Who decided the Science of Reading?
No single person or organization. The 'Science of Reading' refers to a consensus that emerged over five decades of research from cognitive psychologists (Stanovich, Ehri, Adams), reading researchers (Snow, Moats, Kilpatrick), linguists, and neuroscientists. Landmark syntheses include the National Reading Panel report (2000), the National Early Literacy Panel (2008), and the IES Practice Guide on foundational reading skills (2016). The field continues to refine the findings, but the core results are stable: explicit phonics works, three-cueing doesn't, fluency predicts comprehension, vocabulary and knowledge matter more in upper elementary.

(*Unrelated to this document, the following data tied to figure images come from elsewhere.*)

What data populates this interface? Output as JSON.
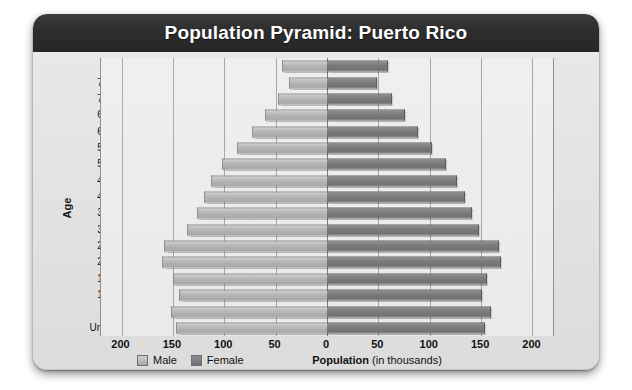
{
  "title": "Population Pyramid: Puerto Rico",
  "axis": {
    "y_title": "Age",
    "x_caption_bold": "Population",
    "x_caption_rest": " (in thousands)"
  },
  "legend": {
    "male_label": "Male",
    "female_label": "Female",
    "male_color": "#b6b6b6",
    "female_color": "#7b7b7b"
  },
  "chart_data": {
    "type": "bar",
    "subtype": "population-pyramid",
    "title": "Population Pyramid: Puerto Rico",
    "xlabel": "Population (in thousands)",
    "ylabel": "Age",
    "xlim": [
      -220,
      220
    ],
    "xticks": [
      200,
      150,
      100,
      50,
      0,
      50,
      100,
      150,
      200
    ],
    "xtick_labels": [
      "200",
      "150",
      "100",
      "50",
      "0",
      "50",
      "100",
      "150",
      "200"
    ],
    "grid": true,
    "legend_position": "bottom-left",
    "categories": [
      "80+",
      "75–79",
      "70–74",
      "65–69",
      "60–64",
      "55–59",
      "50–54",
      "45–49",
      "40–44",
      "35–39",
      "30–34",
      "25–29",
      "20–24",
      "15–19",
      "10–14",
      "5–9",
      "Under 5"
    ],
    "series": [
      {
        "name": "Male",
        "side": "left",
        "values": [
          44,
          37,
          48,
          60,
          73,
          88,
          102,
          113,
          120,
          127,
          136,
          159,
          161,
          150,
          144,
          152,
          147
        ]
      },
      {
        "name": "Female",
        "side": "right",
        "values": [
          58,
          48,
          62,
          75,
          88,
          101,
          115,
          126,
          133,
          140,
          147,
          166,
          168,
          155,
          150,
          159,
          153
        ]
      }
    ]
  }
}
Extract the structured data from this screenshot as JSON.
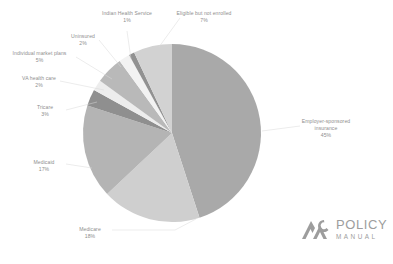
{
  "chart_data": {
    "type": "pie",
    "title": "",
    "subtitle": "",
    "xlabel": "",
    "ylabel": "",
    "legend_position": "none",
    "grid": false,
    "units": "percent",
    "total": 100,
    "categories": [
      "Employer-sponsored insurance",
      "Medicare",
      "Medicaid",
      "Tricare",
      "VA health care",
      "Individual market plans",
      "Uninsured",
      "Indian Health Service",
      "Eligible but not enrolled"
    ],
    "values": [
      45,
      18,
      17,
      3,
      2,
      5,
      2,
      1,
      7
    ],
    "slices": [
      {
        "label": "Employer-sponsored insurance",
        "value": 45,
        "pct": "45%",
        "color": "#a9a9a9"
      },
      {
        "label": "Medicare",
        "value": 18,
        "pct": "18%",
        "color": "#cfcfcf"
      },
      {
        "label": "Medicaid",
        "value": 17,
        "pct": "17%",
        "color": "#b4b4b4"
      },
      {
        "label": "Tricare",
        "value": 3,
        "pct": "3%",
        "color": "#8f8f8f"
      },
      {
        "label": "VA health care",
        "value": 2,
        "pct": "2%",
        "color": "#ededed"
      },
      {
        "label": "Individual market plans",
        "value": 5,
        "pct": "5%",
        "color": "#b9b9b9"
      },
      {
        "label": "Uninsured",
        "value": 2,
        "pct": "2%",
        "color": "#f2f2f2"
      },
      {
        "label": "Indian Health Service",
        "value": 1,
        "pct": "1%",
        "color": "#919191"
      },
      {
        "label": "Eligible but not enrolled",
        "value": 7,
        "pct": "7%",
        "color": "#d2d2d2"
      }
    ],
    "labels": {
      "employer": {
        "name": "Employer-sponsored",
        "name2": "insurance",
        "pct": "45%"
      },
      "medicare": {
        "name": "Medicare",
        "pct": "18%"
      },
      "medicaid": {
        "name": "Medicaid",
        "pct": "17%"
      },
      "tricare": {
        "name": "Tricare",
        "pct": "3%"
      },
      "va": {
        "name": "VA health care",
        "pct": "2%"
      },
      "individual": {
        "name": "Individual market plans",
        "pct": "5%"
      },
      "uninsured": {
        "name": "Uninsured",
        "pct": "2%"
      },
      "ihs": {
        "name": "Indian Health Service",
        "pct": "1%"
      },
      "eligible": {
        "name": "Eligible but not enrolled",
        "pct": "7%"
      }
    }
  },
  "logo": {
    "primary": "POLICY",
    "secondary": "MANUAL"
  },
  "colors": {
    "background": "#ffffff",
    "text": "#8e8e8e",
    "leader_line": "#d8d8d8",
    "logo": "#9d9d9d"
  }
}
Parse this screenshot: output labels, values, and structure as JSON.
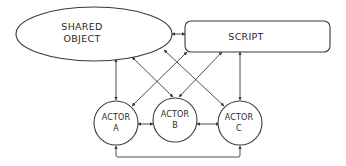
{
  "diagram": {
    "nodes": {
      "shared_object": {
        "line1": "SHARED",
        "line2": "OBJECT",
        "shape": "ellipse"
      },
      "script": {
        "label": "SCRIPT",
        "shape": "rounded-rectangle"
      },
      "actor_a": {
        "line1": "ACTOR",
        "line2": "A",
        "shape": "circle"
      },
      "actor_b": {
        "line1": "ACTOR",
        "line2": "B",
        "shape": "circle"
      },
      "actor_c": {
        "line1": "ACTOR",
        "line2": "C",
        "shape": "circle"
      }
    },
    "edges": [
      {
        "from": "shared_object",
        "to": "script",
        "direction": "both"
      },
      {
        "from": "shared_object",
        "to": "actor_a",
        "direction": "both"
      },
      {
        "from": "shared_object",
        "to": "actor_b",
        "direction": "both"
      },
      {
        "from": "shared_object",
        "to": "actor_c",
        "direction": "both"
      },
      {
        "from": "script",
        "to": "actor_a",
        "direction": "both"
      },
      {
        "from": "script",
        "to": "actor_b",
        "direction": "both"
      },
      {
        "from": "script",
        "to": "actor_c",
        "direction": "both"
      },
      {
        "from": "actor_a",
        "to": "actor_b",
        "direction": "both"
      },
      {
        "from": "actor_b",
        "to": "actor_c",
        "direction": "both"
      },
      {
        "from": "actor_a",
        "to": "actor_c",
        "direction": "both"
      }
    ],
    "stroke_color": "#3a3a3a",
    "background": "#ffffff"
  }
}
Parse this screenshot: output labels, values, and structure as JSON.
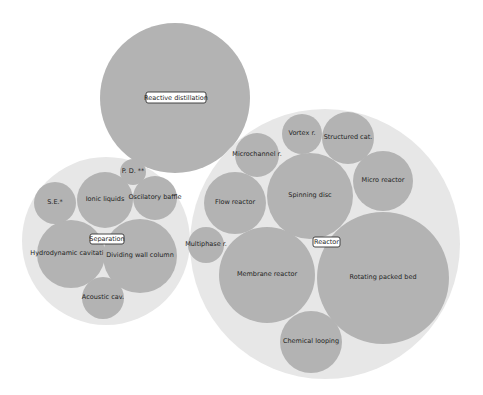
{
  "chart_data": {
    "type": "circle-packing",
    "title": "",
    "colors": {
      "group_fill": "#e7e7e7",
      "leaf_fill": "#b3b3b3",
      "background": "#ffffff",
      "label_box_border": "#333333"
    },
    "groups": [
      {
        "name": "Reactive distillation",
        "cx": 175,
        "cy": 98,
        "r": 75,
        "label_box": {
          "x": 146,
          "y": 92,
          "w": 60,
          "h": 11
        },
        "is_leaf": true,
        "children": []
      },
      {
        "name": "Separation",
        "cx": 106,
        "cy": 241,
        "r": 84,
        "label_box": {
          "x": 90,
          "y": 234,
          "w": 34,
          "h": 10
        },
        "children": [
          {
            "name": "P. D. **",
            "cx": 133,
            "cy": 172,
            "r": 13
          },
          {
            "name": "S.E.*",
            "cx": 55,
            "cy": 203,
            "r": 21
          },
          {
            "name": "Ionic liquids",
            "cx": 105,
            "cy": 200,
            "r": 28
          },
          {
            "name": "Oscilatory baffle",
            "cx": 155,
            "cy": 198,
            "r": 22
          },
          {
            "name": "Hydrodynamic cavitation",
            "cx": 71,
            "cy": 254,
            "r": 34
          },
          {
            "name": "Dividing wall column",
            "cx": 140,
            "cy": 256,
            "r": 37
          },
          {
            "name": "Acoustic cav.",
            "cx": 103,
            "cy": 298,
            "r": 21
          }
        ]
      },
      {
        "name": "Reactor",
        "cx": 325,
        "cy": 244,
        "r": 135,
        "label_box": {
          "x": 313,
          "y": 237,
          "w": 27,
          "h": 10
        },
        "children": [
          {
            "name": "Vortex r.",
            "cx": 302,
            "cy": 134,
            "r": 20
          },
          {
            "name": "Structured cat.",
            "cx": 348,
            "cy": 138,
            "r": 26
          },
          {
            "name": "Microchannel r.",
            "cx": 257,
            "cy": 155,
            "r": 22
          },
          {
            "name": "Spinning disc",
            "cx": 310,
            "cy": 196,
            "r": 43
          },
          {
            "name": "Micro reactor",
            "cx": 383,
            "cy": 181,
            "r": 30
          },
          {
            "name": "Flow reactor",
            "cx": 235,
            "cy": 203,
            "r": 31
          },
          {
            "name": "Multiphase r.",
            "cx": 206,
            "cy": 245,
            "r": 18
          },
          {
            "name": "Membrane reactor",
            "cx": 267,
            "cy": 275,
            "r": 48
          },
          {
            "name": "Rotating packed bed",
            "cx": 383,
            "cy": 278,
            "r": 66
          },
          {
            "name": "Chemical looping",
            "cx": 311,
            "cy": 342,
            "r": 31
          }
        ]
      }
    ],
    "legend": null,
    "axes": null
  }
}
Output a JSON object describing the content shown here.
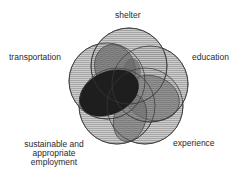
{
  "diagram": {
    "type": "venn",
    "sets": [
      {
        "id": "shelter",
        "label": "shelter"
      },
      {
        "id": "transportation",
        "label": "transportation"
      },
      {
        "id": "education",
        "label": "education"
      },
      {
        "id": "employment",
        "label": "sustainable and appropriate employment",
        "lines": [
          "sustainable and",
          "appropriate",
          "employment"
        ]
      },
      {
        "id": "experience",
        "label": "experience"
      }
    ],
    "colors": {
      "fill_light": "#b8b8b8",
      "hatch": "#8c8c8c",
      "overlap_medium": "#6e6e6e",
      "overlap_dark": "#1e1e1e",
      "stroke": "#3a3a3a"
    }
  }
}
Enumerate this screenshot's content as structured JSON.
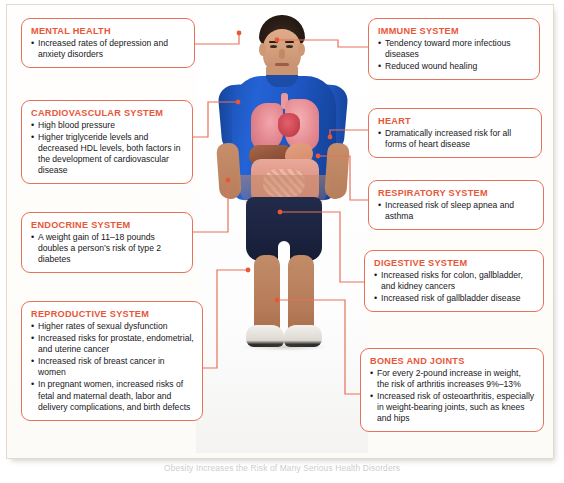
{
  "figure": {
    "accent_border": "#e8715a",
    "accent_title": "#e8573a",
    "text_color": "#18171a",
    "caption": "Obesity Increases the Risk of Many Serious Health Disorders"
  },
  "subject": {
    "description": "Adult male subject with anatomical organ overlay",
    "shirt_color": "#1f57c4",
    "shorts_color": "#1b2340",
    "shoe_color": "#f2f0ec",
    "organs": [
      {
        "name": "trachea",
        "color": "#e79aa0"
      },
      {
        "name": "left-lung",
        "color": "#e1848c"
      },
      {
        "name": "right-lung",
        "color": "#e68d94"
      },
      {
        "name": "heart",
        "color": "#c94652"
      },
      {
        "name": "liver",
        "color": "#8e5137"
      },
      {
        "name": "stomach",
        "color": "#d48a68"
      },
      {
        "name": "large-intestine",
        "color": "#dd9283"
      },
      {
        "name": "small-intestine",
        "color": "#e09e8e"
      },
      {
        "name": "bladder",
        "color": "#d7b07f"
      }
    ]
  },
  "callouts": [
    {
      "id": "mental",
      "title": "MENTAL HEALTH",
      "items": [
        "Increased rates of depression and anxiety disorders"
      ]
    },
    {
      "id": "cardiovascular",
      "title": "CARDIOVASCULAR SYSTEM",
      "items": [
        "High blood pressure",
        "Higher triglyceride levels and decreased HDL levels,  both factors in the development of cardiovascular disease"
      ]
    },
    {
      "id": "endocrine",
      "title": "ENDOCRINE SYSTEM",
      "items": [
        "A weight gain of 11–18 pounds doubles a person’s risk of type 2 diabetes"
      ]
    },
    {
      "id": "reproductive",
      "title": "REPRODUCTIVE SYSTEM",
      "items": [
        "Higher rates of sexual dysfunction",
        "Increased risks for prostate, endometrial, and uterine cancer",
        "Increased risk of breast cancer in women",
        "In pregnant women,  increased risks of fetal and maternal death, labor and delivery complications, and birth defects"
      ]
    },
    {
      "id": "immune",
      "title": "IMMUNE SYSTEM",
      "items": [
        "Tendency toward more infectious diseases",
        "Reduced wound healing"
      ]
    },
    {
      "id": "heart",
      "title": "HEART",
      "items": [
        "Dramatically increased risk for all forms of heart disease"
      ]
    },
    {
      "id": "respiratory",
      "title": "RESPIRATORY SYSTEM",
      "items": [
        "Increased risk of sleep apnea and asthma"
      ]
    },
    {
      "id": "digestive",
      "title": "DIGESTIVE SYSTEM",
      "items": [
        "Increased risks for colon, gallbladder,  and kidney cancers",
        "Increased risk of gallbladder disease"
      ]
    },
    {
      "id": "bones",
      "title": "BONES AND JOINTS",
      "items": [
        "For every 2-pound increase in weight,  the risk of arthritis increases 9%–13%",
        "Increased risk of osteoarthritis, especially in weight-bearing joints, such as knees and hips"
      ]
    }
  ]
}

Is the Science of Reading a curriculum?
No. It is a body of research. Curricula aligned with the Science of Reading include UFLI Foundations, Wilson Fundations, IMSE Orton-Gillingham, Amplify CKLA, LMW, and others. Curricula that are NOT aligned include Lucy Calkins' Units of Study (in its original form) and most reading programs that rely on three-cueing or guessing from context.
What does Science of Reading look like in practice?
Explicit, systematic phonics instruction K-2. Phonemic-awareness routines daily. Decodable books, not predictable leveled readers, during the K-1 decoding window. ORF measurement to track fluency. Comprehension work with content-rich texts that build background knowledge. Vocabulary instruction with Tier 2 academic words. Universal screening at three benchmarks per year, with intervention for at-risk students. Teacher training that includes the underlying linguistic content. (See [Structured Literacy](/glossary/structured-literacy) for the full instructional framework.)
Why did the 'reading wars' happen?
Two competing pedagogies clashed for decades. Phonics-first instruction (the alphabetic approach) emphasized teaching letter-sound correspondences explicitly and systematically. Whole-language instruction (the 'reading is natural' approach) emphasized exposure to authentic text and 'guessing' from context. Balanced Literacy attempted a compromise but in practice preserved many whole-language elements, including the [three-cueing](/glossary/three-cueing) strategy now widely rejected. By 2020 the research consensus had become overwhelming; states started passing literacy laws (38+ now) requiring SoR-aligned instruction.
How does Storytime implement the Science of Reading?
Storytime supports multiple SoR-aligned curricula natively (UFLI, Wilson, IMSE, Amplify CKLA, LMW, Storytime AI's own scope). It provides decodable books mapped to each curriculum's scope and sequence, scores oral reading fluency from student audio on every recording, tracks mastery across all five pillars in a teacher-friendly Skill Tree, and includes K-2 phonics games tied to specific patterns. It does not use three-cueing, predictable leveled readers in K-1, or sight-word memorization for decodable words.
Put the research to work this period.
Storytime gives you the SoR-aligned platform — books, ORF, Skill Tree, games, journey builder — without forcing you to switch curricula. Free classroom, no credit card.